Mainers from across the state braved icy temperatures and gathered outside Whole Foods in Portland on Monday afternoon to protest the nation-wide, upscale supermarket’s decision to “pause” its purchasing of Maine lobster. This effective boycott of Maine’s best-known export strikes at the livelihoods of over 5,000 Mainers directly employed in the lobster-fishery as well as thousands more on the processing and distribution ends of the business.
Last week, the Maine Wire reported that Republicans in the state legislature are looking at ways to punish the company for its slap in the face to the state that hosts one of its stores in Portland. Often, businesses that are seen as desirable are afforded tax breaks and other incentives to come to Maine, and legislators are reviewing ways to send a message to the company after it buckled under pressure from the London-based Marine Stewardship Council and the Monterey, California-based Seafood Watch, both of which recently “red-listed” Maine lobster and alleged that the fishery is non-sustainable.

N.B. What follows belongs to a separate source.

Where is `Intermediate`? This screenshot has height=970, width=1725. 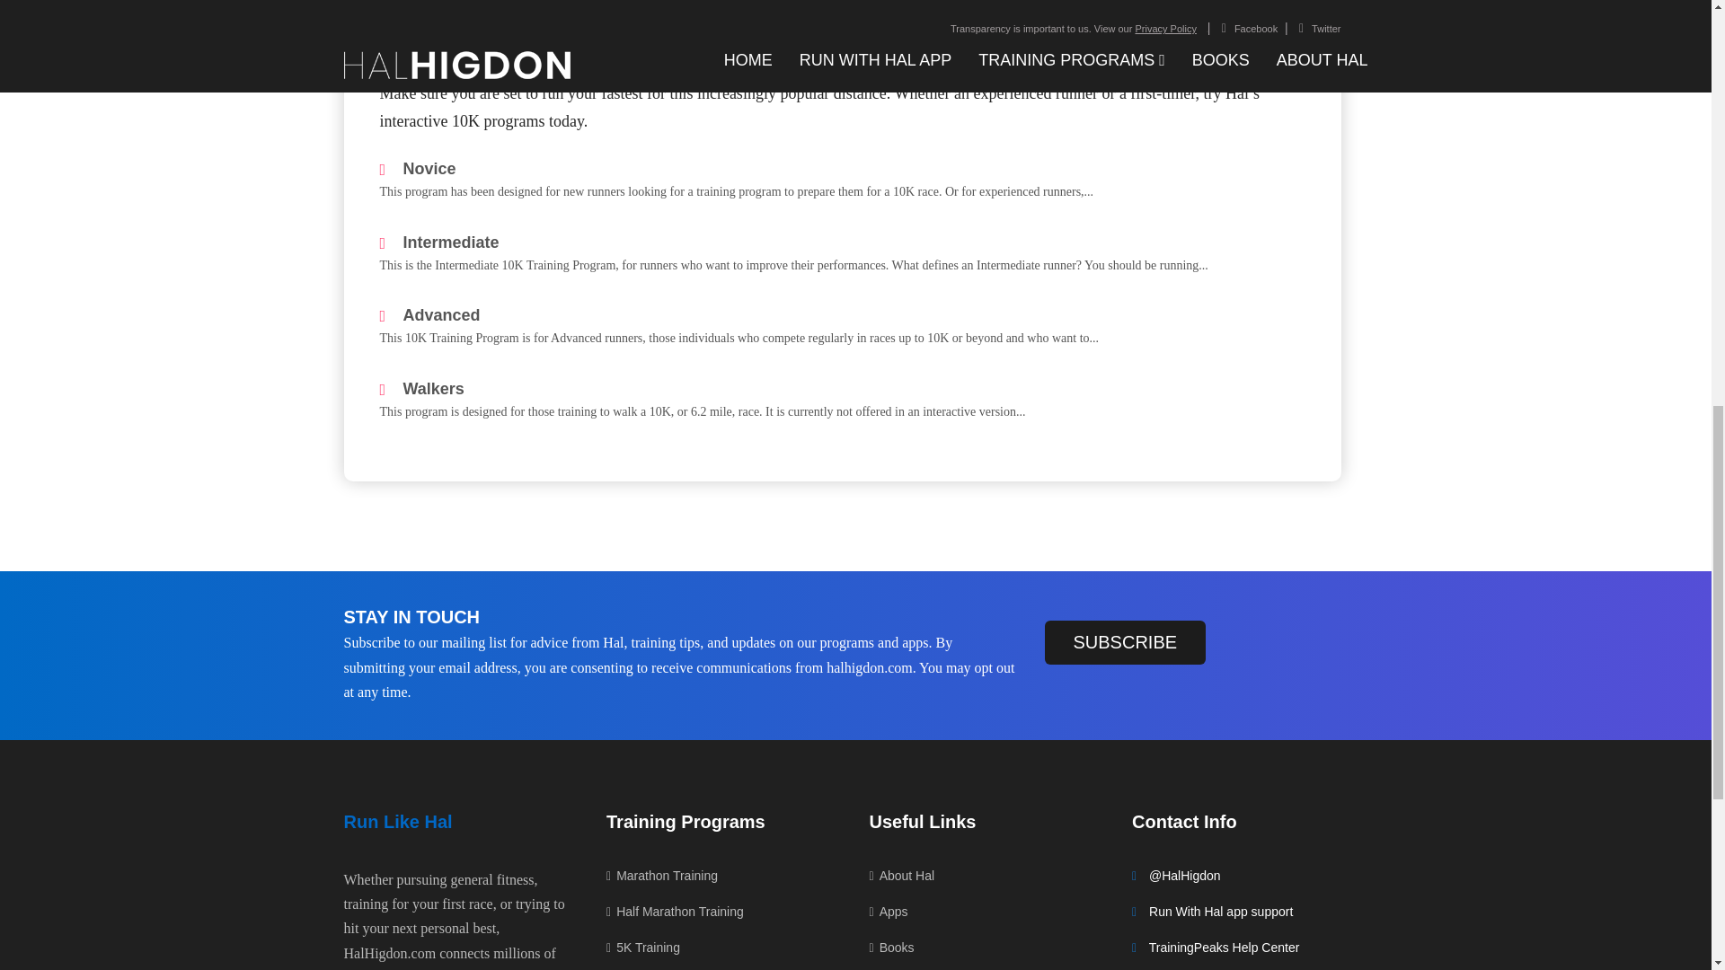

“The Maine lobster industry is the gold-standard of sustainability,” House Minority Leader Billy Bob Faulkingham (R-Winter Harbor) said in addressing the demonstrators. A lobsterman since the age of three, Faulkingham called the allegations that lobster-fishing threatens the endangered right whale “totally false,” and stated that the right whale population has actually grown in recent years.

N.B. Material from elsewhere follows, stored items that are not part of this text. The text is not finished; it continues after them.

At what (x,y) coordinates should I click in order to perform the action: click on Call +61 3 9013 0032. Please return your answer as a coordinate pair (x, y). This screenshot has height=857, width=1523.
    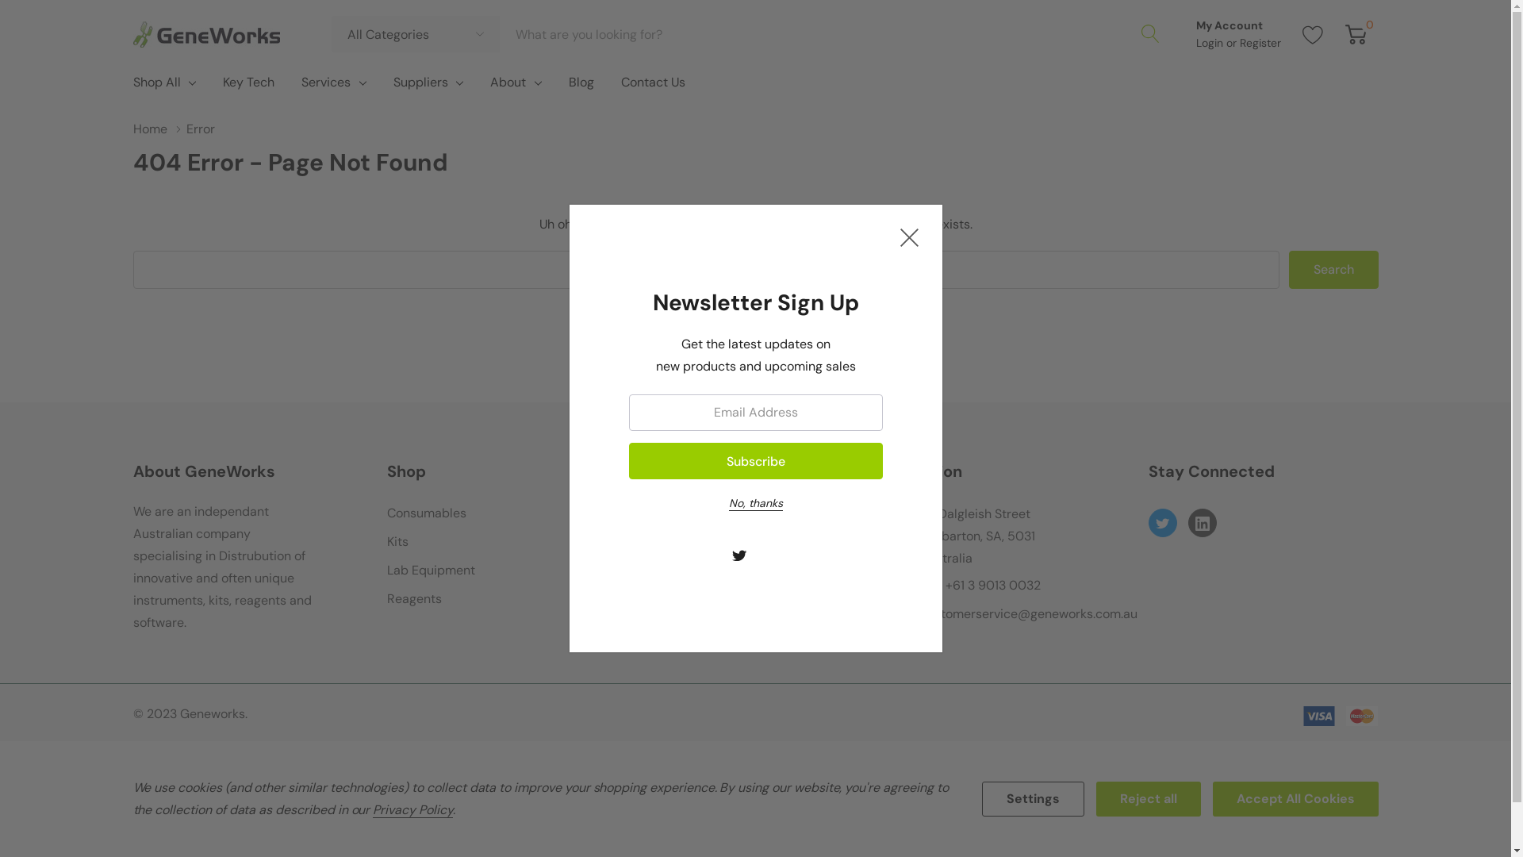
    Looking at the image, I should click on (981, 586).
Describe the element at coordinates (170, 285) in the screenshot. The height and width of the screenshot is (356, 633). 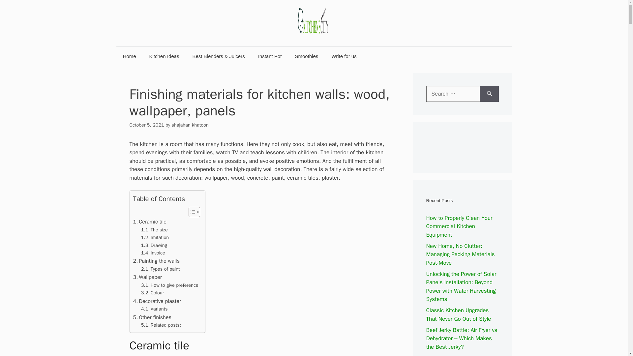
I see `How to give preference` at that location.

Together with Faulkingham, representatives Dick Campbell (R-Orrington and Bucksport), Dick Bradstreet (R-Vassalboro), Jim Thorne (R-Carmel), Jack Ducharme (R-Madison), and others joined the protest and spoke briefly about the disastrous impact bans like Whole Foods – coupled with actions by federal regulators like the National Oceanographic and Atmospheric Administration (NOAA) to restrict where, when and how lobstermen can fish – will have on small business around the state.

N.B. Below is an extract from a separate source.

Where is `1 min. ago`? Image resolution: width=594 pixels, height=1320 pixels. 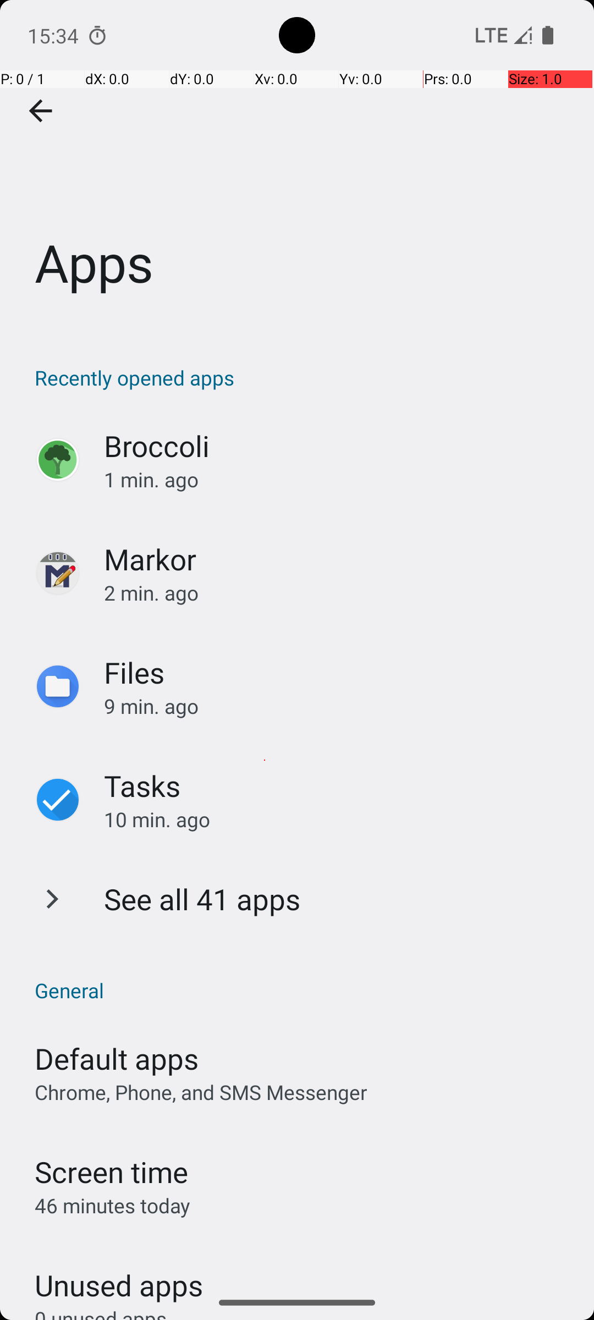
1 min. ago is located at coordinates (338, 480).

“There has not been an entanglement of a right whale in lobster gear since 2004, and even then the whale was released without harm,” rally organizer Gina LeDuc-Kuntz said, adding “I’m not sure there has been a single whale killed by Maine lobstermen ever.” Like Faulkingham and other speakers, LeDuc-Kuntz pointed out that the underlying pretexts for banning and otherwise shutting down the iconic fishery appear to be manufactured.
Several young men also entering the trade spoke at the rally, and said they are harming no one and their future is at stake.
Rally participants also paraded through downtown Portland, where many passers-by honked, waved or gave thumbs-up in support. Faulkingham and Thorne recently traveled to Washington, DC to urge U.S. Sen. Susan Collins (R-ME) to defend the industry from what is increasingly looking like a war on lobster by environmental extremists and their sympathizers in the federal bureaucracy.
Two weeks ago, President Joe Biden hosted his French counterpart Emmanuel Macron to a state dinner at the White House where Maine lobster was served. Jared Golden (D-ME), the Second District congressman called the move hypocritical and said the president ought to meet face-to-face with the lobstermen whose lives his administration is destroying.